3. Stem cell recruitment
Who it's for: This might benefit all osteoarthritis patients, whether older or younger, says Jeremy Mao, D.D.S., Ph.D., co-director of the Center for Craniofacial Regeneration at Columbia University Medical Center's College of Dental Medicine and author of a 2010 study that used stem cell recruitment to replace missing joint cartilage in rabbits.
"But no one knows yet whether older patients will take a longer time recuperating from stem cell therapies than younger ones," he warns.
Stem cell recruitment has one big benefit over other therapies, Dr. Mao says. Because harvesting enough stem cells can be difficult, this provides a natural supply without invading the body.
It also allows the body to heal damaged joints with the patient's own stems cells, reducing the risk of rejection, he explains. (Cells grown outside the body and exposed to other materials, such as growth factors, could cause the immune system to reject them when they're reinserted into the body.)
"That's not usually an issue, however," Guilak says.
How it works: Columbia researchers inserted a protein "that has the ability to attract the rabbit's own stem cells into that location and regenerate cartilage," Dr. Mao says.
Three to four weeks later, the rabbits were hopping around the lab, but it took four months for cartilage to mature fully, he says.
"When we analyzed the new [rabbit joint] cartilage, it appeared to be the same kind of cartilage as in normal tissue," he says.
But whether stem-cell cartilage generated this way in people would have identical properties to original cartilage is unknown; it hasn't been tested on people yet.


* **Exercise goal**
How many lines of the entries below include the word "this"? Answer with the number alone.
━━━━━ Extracted entries ━━━━━
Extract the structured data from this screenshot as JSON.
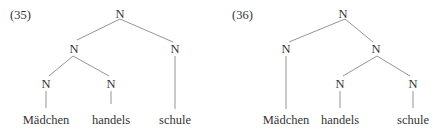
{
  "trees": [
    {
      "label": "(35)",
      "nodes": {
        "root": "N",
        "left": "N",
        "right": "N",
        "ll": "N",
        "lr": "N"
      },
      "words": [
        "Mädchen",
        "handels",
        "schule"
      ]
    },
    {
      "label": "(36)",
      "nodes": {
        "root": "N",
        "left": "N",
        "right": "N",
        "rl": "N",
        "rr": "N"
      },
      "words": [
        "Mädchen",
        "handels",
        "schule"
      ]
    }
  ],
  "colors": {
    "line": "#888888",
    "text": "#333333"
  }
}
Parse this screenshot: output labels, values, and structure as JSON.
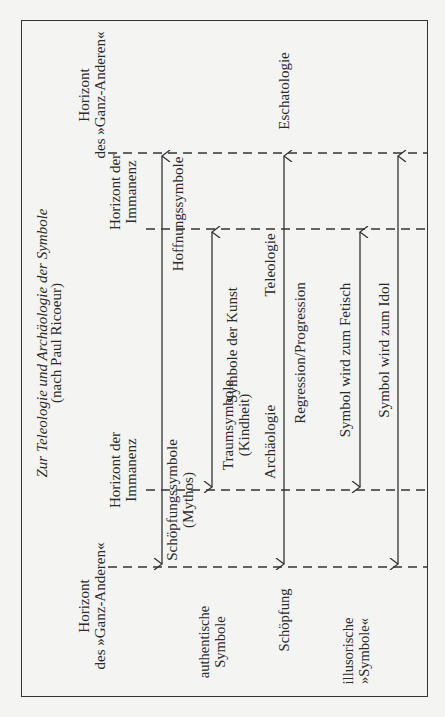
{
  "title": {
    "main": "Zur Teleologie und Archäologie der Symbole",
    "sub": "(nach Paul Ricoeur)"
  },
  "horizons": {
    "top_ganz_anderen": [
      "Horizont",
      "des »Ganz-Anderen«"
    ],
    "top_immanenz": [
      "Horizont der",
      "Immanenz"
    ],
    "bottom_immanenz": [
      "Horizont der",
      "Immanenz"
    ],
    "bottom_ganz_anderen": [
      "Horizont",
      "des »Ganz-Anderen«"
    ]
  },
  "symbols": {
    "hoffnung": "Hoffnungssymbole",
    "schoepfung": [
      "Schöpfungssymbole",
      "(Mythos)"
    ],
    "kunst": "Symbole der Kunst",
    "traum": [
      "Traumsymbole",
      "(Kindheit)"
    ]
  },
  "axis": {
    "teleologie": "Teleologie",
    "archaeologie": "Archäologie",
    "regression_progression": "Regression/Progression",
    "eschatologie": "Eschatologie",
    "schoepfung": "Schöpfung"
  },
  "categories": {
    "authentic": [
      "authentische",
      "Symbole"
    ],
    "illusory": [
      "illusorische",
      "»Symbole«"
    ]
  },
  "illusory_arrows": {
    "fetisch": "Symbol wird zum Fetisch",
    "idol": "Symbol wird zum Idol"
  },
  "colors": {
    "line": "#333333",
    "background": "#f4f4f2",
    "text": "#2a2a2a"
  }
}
━━━━━
━━━━━ Extracted entries ━━━━━
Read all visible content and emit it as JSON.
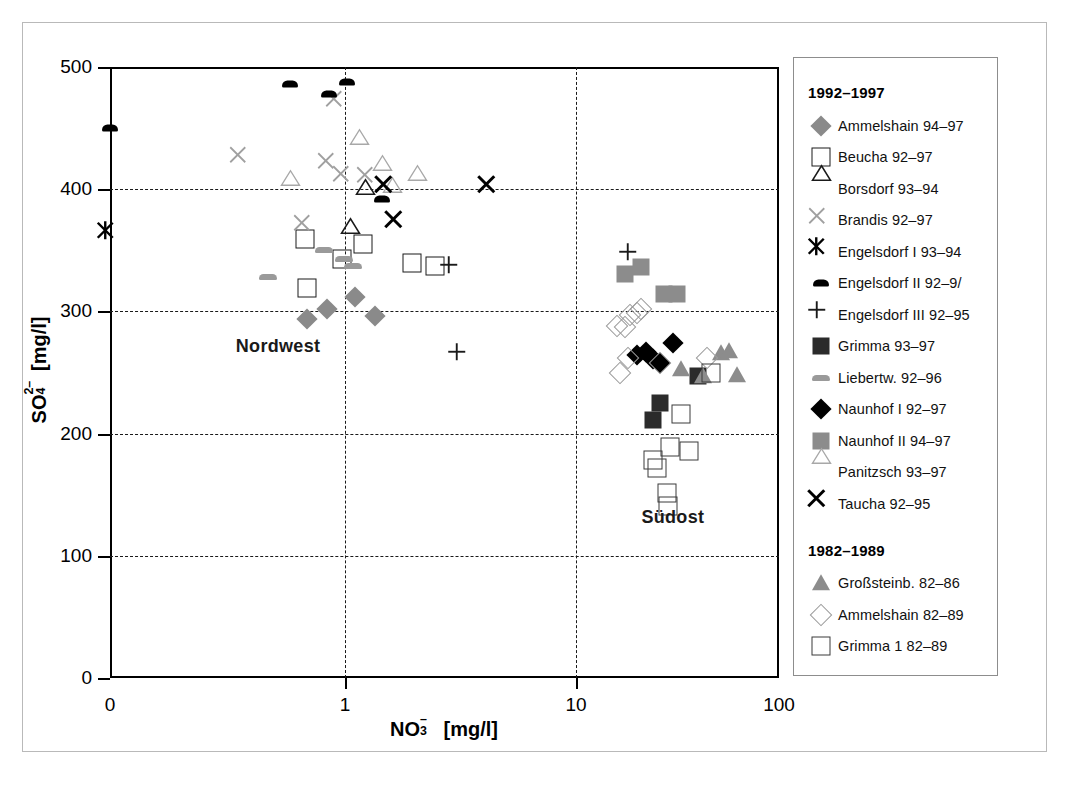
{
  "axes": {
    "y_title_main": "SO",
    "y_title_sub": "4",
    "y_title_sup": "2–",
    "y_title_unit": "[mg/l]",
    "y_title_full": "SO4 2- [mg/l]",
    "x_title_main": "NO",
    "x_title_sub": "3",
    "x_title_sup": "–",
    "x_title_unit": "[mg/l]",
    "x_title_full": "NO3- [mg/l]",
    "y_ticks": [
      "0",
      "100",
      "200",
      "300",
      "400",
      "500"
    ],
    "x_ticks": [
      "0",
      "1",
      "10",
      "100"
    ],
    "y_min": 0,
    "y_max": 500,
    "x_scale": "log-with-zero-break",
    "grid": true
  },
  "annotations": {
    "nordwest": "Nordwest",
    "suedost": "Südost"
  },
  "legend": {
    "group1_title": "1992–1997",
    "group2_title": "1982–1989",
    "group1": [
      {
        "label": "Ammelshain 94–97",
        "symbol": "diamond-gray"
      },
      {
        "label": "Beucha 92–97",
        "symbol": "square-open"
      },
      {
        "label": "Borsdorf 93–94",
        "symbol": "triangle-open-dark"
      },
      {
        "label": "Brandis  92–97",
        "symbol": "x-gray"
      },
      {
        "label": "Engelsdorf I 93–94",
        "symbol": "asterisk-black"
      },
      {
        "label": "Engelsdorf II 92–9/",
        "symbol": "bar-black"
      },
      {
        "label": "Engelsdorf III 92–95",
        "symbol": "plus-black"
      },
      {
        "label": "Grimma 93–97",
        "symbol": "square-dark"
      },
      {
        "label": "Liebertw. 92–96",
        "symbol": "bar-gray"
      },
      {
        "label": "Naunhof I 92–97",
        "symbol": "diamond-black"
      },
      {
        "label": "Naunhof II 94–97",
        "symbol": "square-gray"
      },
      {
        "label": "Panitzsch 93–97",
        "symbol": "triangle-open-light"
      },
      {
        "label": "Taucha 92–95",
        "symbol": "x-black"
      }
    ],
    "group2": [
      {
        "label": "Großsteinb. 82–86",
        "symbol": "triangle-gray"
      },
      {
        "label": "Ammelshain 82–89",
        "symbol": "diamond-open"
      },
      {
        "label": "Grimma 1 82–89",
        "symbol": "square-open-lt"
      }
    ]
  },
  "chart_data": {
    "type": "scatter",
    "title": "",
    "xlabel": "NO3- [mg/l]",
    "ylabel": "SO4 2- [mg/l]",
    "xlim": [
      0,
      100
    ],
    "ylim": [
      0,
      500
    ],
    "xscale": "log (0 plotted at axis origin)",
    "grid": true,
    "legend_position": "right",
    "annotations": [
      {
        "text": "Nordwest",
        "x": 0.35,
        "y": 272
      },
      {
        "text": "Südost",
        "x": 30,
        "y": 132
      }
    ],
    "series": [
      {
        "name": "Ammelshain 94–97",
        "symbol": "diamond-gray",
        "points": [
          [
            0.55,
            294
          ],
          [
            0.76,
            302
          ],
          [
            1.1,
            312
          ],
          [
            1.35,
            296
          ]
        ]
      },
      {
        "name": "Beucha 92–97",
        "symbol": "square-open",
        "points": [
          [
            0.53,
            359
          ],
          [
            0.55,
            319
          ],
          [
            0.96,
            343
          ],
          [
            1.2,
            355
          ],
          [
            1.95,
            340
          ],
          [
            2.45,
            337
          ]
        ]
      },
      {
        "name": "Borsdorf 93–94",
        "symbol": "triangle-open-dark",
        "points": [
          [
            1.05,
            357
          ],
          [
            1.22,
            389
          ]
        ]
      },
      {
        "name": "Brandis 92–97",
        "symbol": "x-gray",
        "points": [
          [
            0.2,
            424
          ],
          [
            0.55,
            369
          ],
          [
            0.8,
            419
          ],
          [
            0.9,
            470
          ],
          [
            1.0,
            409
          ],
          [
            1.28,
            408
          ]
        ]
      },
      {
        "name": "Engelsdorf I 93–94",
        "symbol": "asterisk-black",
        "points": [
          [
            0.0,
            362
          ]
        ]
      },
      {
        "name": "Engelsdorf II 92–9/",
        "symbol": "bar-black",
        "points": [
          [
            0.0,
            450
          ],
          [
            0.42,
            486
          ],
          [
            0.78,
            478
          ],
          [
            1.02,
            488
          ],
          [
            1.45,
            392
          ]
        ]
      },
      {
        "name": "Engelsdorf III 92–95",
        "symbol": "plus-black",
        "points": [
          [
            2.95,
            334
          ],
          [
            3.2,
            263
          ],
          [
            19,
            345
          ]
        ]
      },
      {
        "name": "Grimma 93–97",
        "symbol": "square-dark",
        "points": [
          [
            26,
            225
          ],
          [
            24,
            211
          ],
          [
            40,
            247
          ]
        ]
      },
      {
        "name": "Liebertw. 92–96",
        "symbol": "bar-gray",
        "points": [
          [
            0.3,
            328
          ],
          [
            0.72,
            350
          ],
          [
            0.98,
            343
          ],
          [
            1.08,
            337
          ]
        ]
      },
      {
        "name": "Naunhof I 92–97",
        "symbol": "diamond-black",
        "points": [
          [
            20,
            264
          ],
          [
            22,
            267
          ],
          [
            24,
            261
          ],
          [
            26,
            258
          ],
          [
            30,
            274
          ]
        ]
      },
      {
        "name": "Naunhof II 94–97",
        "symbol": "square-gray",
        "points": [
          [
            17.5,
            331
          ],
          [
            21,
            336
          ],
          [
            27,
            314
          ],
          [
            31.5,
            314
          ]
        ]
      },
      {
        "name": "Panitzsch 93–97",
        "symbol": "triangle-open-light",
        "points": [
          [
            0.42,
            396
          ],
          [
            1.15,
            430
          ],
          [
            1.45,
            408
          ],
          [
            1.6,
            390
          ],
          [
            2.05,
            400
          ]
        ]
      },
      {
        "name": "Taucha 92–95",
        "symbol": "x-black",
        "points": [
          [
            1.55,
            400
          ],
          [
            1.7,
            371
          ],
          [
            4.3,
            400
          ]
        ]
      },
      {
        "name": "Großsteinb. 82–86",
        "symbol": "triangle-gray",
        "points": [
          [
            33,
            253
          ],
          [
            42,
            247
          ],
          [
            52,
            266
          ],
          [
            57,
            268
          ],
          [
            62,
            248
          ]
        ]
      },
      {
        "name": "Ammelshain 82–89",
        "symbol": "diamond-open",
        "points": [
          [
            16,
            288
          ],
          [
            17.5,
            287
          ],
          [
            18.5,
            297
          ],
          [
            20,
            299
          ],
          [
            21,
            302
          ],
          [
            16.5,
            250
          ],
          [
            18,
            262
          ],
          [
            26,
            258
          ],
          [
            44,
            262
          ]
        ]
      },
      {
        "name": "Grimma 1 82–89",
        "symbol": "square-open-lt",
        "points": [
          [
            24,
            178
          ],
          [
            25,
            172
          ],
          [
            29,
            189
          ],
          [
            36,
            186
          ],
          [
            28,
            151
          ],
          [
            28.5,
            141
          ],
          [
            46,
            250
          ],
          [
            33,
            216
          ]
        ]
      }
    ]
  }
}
━━━━━
* **Task response**
2